Testing Alfresco

Safe as Milk - Wed, 06/08/2008 - 12:05pm

I’ve been evaluating Alfresco over the last day or two, and I’ve had some trouble getting started.

The main problem I’ve had is that there doesn’t seem to be any docs specifically for people trying out the 30 day hosted evaluation. All the docs I’ve seen have, at some stage, entries like “If you are unable to map your drive, contact your system administrator or refer to the topic Setting up the CIFS server in the Installation Guide”. There seems to be an underlying assumption I’m self-hosting.

So in spite of my best efforts to try and use CIFS or WebDAV to copy content, play with versioning, etc, I have no idea what to enter for server name, share & directory for a file share in Nautilus, and the links “View in CIFS” and “View in WebDAV” don’t work for me in Firefox.

I also downloaded AlfrescoEnterprise 2.2.0, which suffers from the typical problems I’ve seen most Java enterprise software suffer from - it doesn’t seem to work out of the box. I have a JDK installed, and OpenOffice, but the various install scripts fail at various points because @@ALFRESCO_DIR@@ hasn’t been replaced during installation, and once I’ve edited the scripts to handle that, one script (start_oo.sh) looks for an soffice binary in “~/Alfresco/openoffice.org2.1/program/”. So, not heard of “which” then.

End result of several hours of playing around is that Alfresco looks like a nice web application, but I’m not in a position to recommend it to Linux users because the client software doesn’t install properly, and I can’t figure out how to use the file shares in Nautilus.

Lazyweb, can you help me out, please?

PS. Why does Nautilus’s “Windows share” dialog have all 3 of server, share and folder? I’d really like to be able to follow docs for windows that talk about entering \\YourMachineName\alfresco\Users\YourSpaceName as the share (s/\\/\//g;s/^/smb:/), and let the client software work out which bits are the share, and which bits are folders. Idem for WebDAV.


### PROBLEM DETAILS
Look through the data below and work out how many lines contain the string "marker". Give the number alone.

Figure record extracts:
*** Block opens ***
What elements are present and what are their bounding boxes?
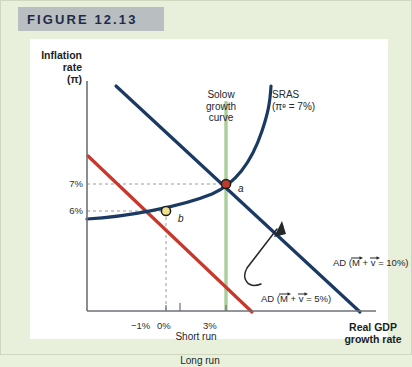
ad5-prefix: AD ( [261,293,280,304]
x-tick-label-minus1: −1% [131,320,150,331]
ad10-m-symbol: M [352,257,360,268]
ad10-m-vector: M [352,258,360,269]
ad5-m-vector: M [280,294,288,305]
chart-panel: Inflation rate (π) Solow growth curve SR… [30,39,388,339]
sras-curve-label: SRAS (πᵉ = 7%) [272,89,315,112]
y-axis-title: Inflation rate (π) [4,49,82,85]
ad10-suffix: = 10%) [376,257,409,268]
ad10-plus: + [360,257,371,268]
figure-number-banner: FIGURE 12.13 [18,7,164,31]
figure-number-label: FIGURE 12.13 [27,12,137,27]
y-axis-title-line1: Inflation [4,49,82,61]
x-axis-title: Real GDP growth rate [327,321,412,345]
sras-label-line2: (πᵉ = 7%) [272,101,315,113]
ad-shift-arrow [245,221,286,285]
long-run-label: Long run [154,355,246,367]
guide-lines [87,184,226,311]
equilibrium-point-b-label: b [178,213,184,225]
short-run-label: Short run [150,331,242,343]
ad-10-percent-label: AD (M + v = 10%) [333,258,409,269]
ad5-v-symbol: v [299,293,304,304]
ad5-v-vector: v [299,294,304,305]
y-axis-title-line2: rate [4,61,82,73]
ad10-v-symbol: v [371,257,376,268]
ad5-suffix: = 5%) [304,293,332,304]
equilibrium-point-a-label: a [238,183,244,195]
ad-5-percent-label: AD (M + v = 5%) [261,294,331,305]
y-axis-title-line3: (π) [4,73,82,85]
solow-label-line3: curve [190,112,252,124]
ad5-plus: + [288,293,299,304]
equilibrium-point-a-marker [221,179,230,188]
equilibrium-point-b-marker [161,206,170,215]
x-axis-title-line1: Real GDP [327,321,412,333]
ad10-prefix: AD ( [333,257,352,268]
x-axis-title-line2: growth rate [327,333,412,345]
solow-label-line2: growth [190,101,252,113]
y-tick-label-7: 7% [61,178,83,189]
x-tick-label-0: 0% [157,320,171,331]
x-tick-label-3: 3% [203,320,217,331]
solow-growth-curve-label: Solow growth curve [190,89,252,124]
solow-label-line1: Solow [190,89,252,101]
chart-svg [30,39,388,339]
sras-label-line1: SRAS [272,89,315,101]
y-tick-label-6: 6% [61,205,83,216]
ad5-m-symbol: M [280,293,288,304]
ad10-v-vector: v [371,258,376,269]
x-axis-tick-marks [166,303,226,311]
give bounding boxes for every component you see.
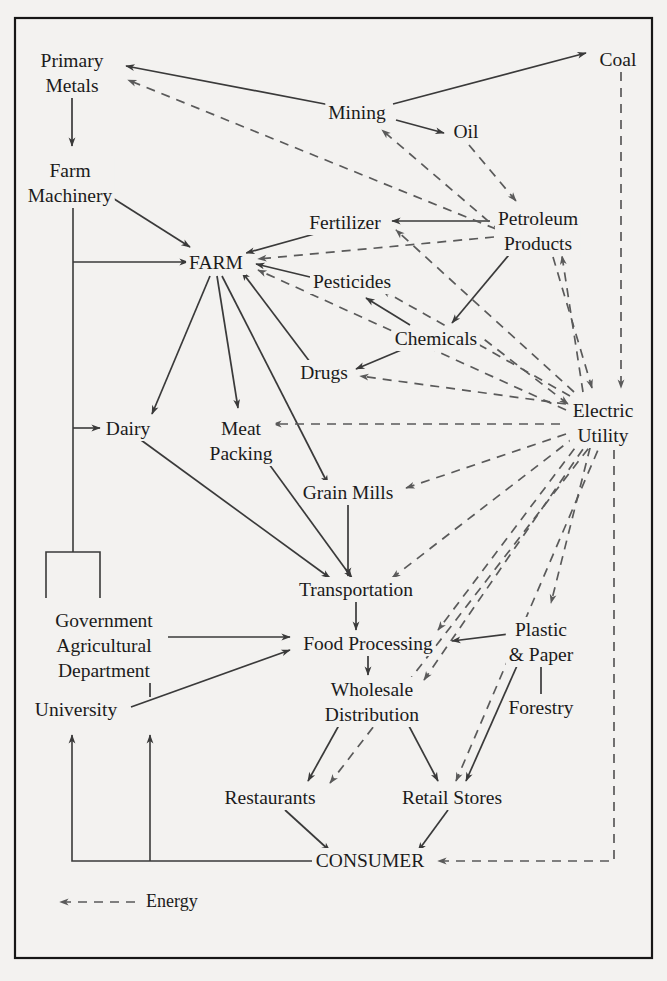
energy-electric-retail-stores [456,436,604,781]
energy-electric-food-processing [438,436,584,630]
node-label-line: Retail Stores [402,785,502,810]
node-label-line: Fertilizer [309,210,380,235]
edge-farm-meat-packing [217,276,238,408]
node-label-line: Products [498,231,578,256]
edge-restaurants-consumer [285,810,330,851]
edge-fertilizer-farm [246,233,318,253]
node-meat_packing: MeatPacking [207,416,276,466]
node-label-line: Machinery [28,183,112,208]
node-primary_metals: PrimaryMetals [38,48,107,98]
energy-oil-petroleum [469,145,516,201]
node-label-line: & Paper [509,642,573,667]
node-wholesale_distribution: WholesaleDistribution [322,677,422,727]
node-label-line: Wholesale [325,677,419,702]
node-oil: Oil [451,119,482,144]
node-label-line: FARM [189,250,243,275]
energy-electric-plastic-paper [551,432,594,603]
node-label-line: Agricultural [55,633,152,658]
node-label-line: Utility [573,423,634,448]
node-plastic_paper: Plastic& Paper [506,617,576,667]
node-coal: Coal [597,47,640,72]
energy-flow-layer [128,72,621,861]
node-label-line: Drugs [300,360,348,385]
node-university: University [32,697,120,722]
node-label-line: Grain Mills [303,480,393,505]
node-fertilizer: Fertilizer [306,210,383,235]
node-label-line: Transportation [299,577,413,602]
edge-mining-oil [396,120,444,133]
node-farm_machinery: FarmMachinery [25,158,115,208]
node-label-line: Primary [41,48,104,73]
node-label-line: Electric [573,398,634,423]
node-chemicals: Chemicals [392,326,480,351]
edge-mining-primary-metals [126,66,330,105]
material-flow-layer [46,53,586,861]
node-pesticides: Pesticides [310,269,394,294]
edge-retail-stores-consumer [418,810,448,851]
node-dairy: Dairy [103,416,153,441]
edge-chemicals-drugs [356,348,406,369]
node-label-line: Mining [328,100,385,125]
energy-petroleum-mining [382,130,501,232]
edge-mining-coal [393,53,586,104]
node-label-line: CONSUMER [316,848,424,873]
node-consumer: CONSUMER [313,848,427,873]
node-label-line: Pesticides [313,269,391,294]
node-label-line: Food Processing [303,631,432,656]
node-label-line: Chemicals [395,326,477,351]
node-food_processing: Food Processing [300,631,435,656]
node-label-line: Dairy [106,416,150,441]
node-label-line: Metals [41,73,104,98]
edge-pesticides-farm [256,264,310,277]
energy-electric-petroleum [562,256,583,392]
edge-drugs-farm [242,272,310,362]
node-label-line: Government [55,608,152,633]
node-retail_stores: Retail Stores [399,785,505,810]
node-restaurants: Restaurants [222,785,319,810]
edge-farm-dairy [152,276,210,414]
node-label-line: Packing [210,441,273,466]
node-drugs: Drugs [297,360,351,385]
left-bracket [46,552,100,598]
node-label-line: Oil [454,119,479,144]
energy-electric-transportation [392,436,576,578]
node-label-line: Meat [210,416,273,441]
node-transportation: Transportation [296,577,416,602]
node-mining: Mining [325,100,388,125]
node-label-line: University [35,697,117,722]
node-label-line: Coal [600,47,637,72]
energy-electric-drugs [360,376,566,404]
diagram-canvas: PrimaryMetalsCoalMiningOilFarmMachineryF… [0,0,667,981]
node-label-line: Forestry [509,695,574,720]
energy-electric-grain-mills [406,434,566,488]
edge-petroleum-chemicals [452,250,513,323]
node-label-line: Farm [28,158,112,183]
legend-label: Energy [146,891,198,912]
node-label-line: Restaurants [225,785,316,810]
node-forestry: Forestry [506,695,577,720]
node-government_ag_dept: GovernmentAgriculturalDepartment [52,608,155,683]
node-label-line: Department [55,658,152,683]
node-electric_utility: ElectricUtility [570,398,637,448]
node-label-line: Plastic [509,617,573,642]
edge-chemicals-pesticides [366,298,410,325]
node-grain_mills: Grain Mills [300,480,396,505]
node-farm: FARM [186,250,246,275]
node-petroleum_products: PetroleumProducts [495,206,581,256]
node-label-line: Petroleum [498,206,578,231]
node-label-line: Distribution [325,702,419,727]
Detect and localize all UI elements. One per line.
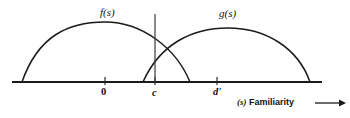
tick-label-dprime: d': [213, 87, 221, 98]
figure-canvas: [0, 0, 350, 118]
axis-group: [12, 77, 322, 85]
curve-label-g: g(s): [219, 8, 236, 19]
familiarity-distributions-figure: f(s) g(s) 0 c d' (s) Familiarity: [0, 0, 350, 118]
tick-label-c: c: [152, 88, 157, 99]
tick-label-zero: 0: [101, 87, 106, 98]
curve-f-of-s: [22, 22, 190, 82]
distribution-curves: [22, 22, 310, 82]
axis-caption-arrow-icon: [315, 100, 346, 107]
axis-caption-text: Familiarity: [249, 97, 294, 107]
axis-caption-variable: (s): [237, 97, 247, 107]
curve-g-of-s: [143, 28, 310, 82]
curve-label-f: f(s): [100, 7, 115, 18]
axis-caption: (s) Familiarity: [237, 98, 294, 107]
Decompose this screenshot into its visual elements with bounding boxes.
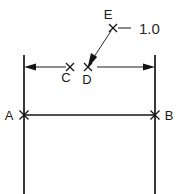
point-label-d: D xyxy=(82,72,91,87)
point-label-a: A xyxy=(5,108,14,123)
technical-diagram: A B C D E 1.0 xyxy=(0,0,180,194)
point-marker-e xyxy=(109,24,117,32)
dimension-value-label: 1.0 xyxy=(139,20,160,37)
point-label-b: B xyxy=(165,108,174,123)
point-label-e: E xyxy=(104,7,113,22)
point-label-c: C xyxy=(61,70,70,85)
diagram-canvas: A B C D E 1.0 xyxy=(0,0,180,194)
dimension-arrowhead-left xyxy=(24,63,36,70)
point-marker-d xyxy=(84,63,92,71)
dimension-arrowhead-right xyxy=(143,63,155,70)
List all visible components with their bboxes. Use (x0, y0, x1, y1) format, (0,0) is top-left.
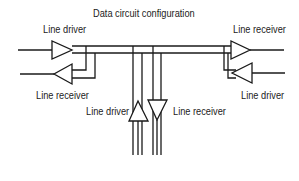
right-line-receiver-symbol (231, 41, 250, 59)
left-line-driver-symbol (52, 41, 72, 59)
bottom-line-driver-symbol (129, 101, 148, 121)
circuit-diagram (0, 0, 299, 181)
right-line-driver-symbol (232, 63, 252, 83)
bottom-line-receiver-symbol (148, 100, 167, 120)
left-receiver-tap-2 (72, 53, 95, 78)
left-line-receiver-symbol (54, 64, 72, 84)
left-receiver-tap-1 (72, 46, 86, 70)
*** Block closes ***
### EXERCISE RESPONSE
4